Madrid - US index futures held steady, after equities capped their longest run of weekly gains since March amid optimism over corporate earnings.
S&P 500 Index contracts expiring in September slipped less than 0.1% to 2 166.25 at 6:30 a.m. in New York, after the gauge climbed for a fourth week. Dow Jones Industrial Average futures lost 4 points to 18 474.
The S&P 500 reached a seventh all-time high in 10 sessions on Friday, after going more than 13 months without a record. The advances came as companies showed signs of breaking a four-quarter-long decline in sales, fuelling optimism that a long-awaited rebound in earnings is at hand.
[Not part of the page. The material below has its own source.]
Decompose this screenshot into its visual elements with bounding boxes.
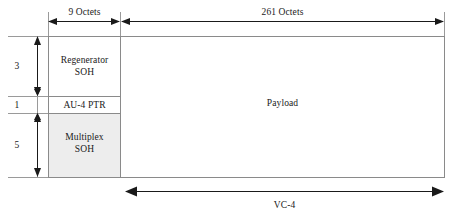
dimension-label-vc4: VC-4	[125, 199, 444, 211]
stm1-frame-diagram: Regenerator SOH AU-4 PTR Multiplex SOH P…	[0, 0, 463, 221]
dimension-arrow-vc4	[0, 0, 463, 221]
Still, further stock gains may be harder to combine, according to Kully Samra, a client manager at Charles Schwab Corporation, which has $2.4trn in client assets.
"We’ll continue in this bull market, but we are in a mature phase and the argument around valuations has not gone away" Samra said from London. "Valuations will remain stretched so gains are much harder to make."
The rally took the S&P 500 up 6.4% this year, recovering from the slump after the UK vote to quit the European Union. Since its February low, it’s regained 19%, taking its valuation to more than 17 times estimated earnings for the next 12 months.
Better-than-forecast economic data have lifted odds of a Federal Reserve interest-rate increase, with traders pricing in a 45 percent chance of higher borrowing costs by December, up from just 12% at the start of July. The next Fed rate decision will be on Wednesday.
Companies including Texas Instruments, Sprint Corporation and Gilead Sciences are scheduled to report earnings on Monday. Profits and sales have broadly topped projections so far this season, and analysts have eased their estimates for declines in net income.
They’re now expecting a 4.5% slide in second-quarter profit at S&P 500 members, better than predictions for a 5.7% drop at the start of the season.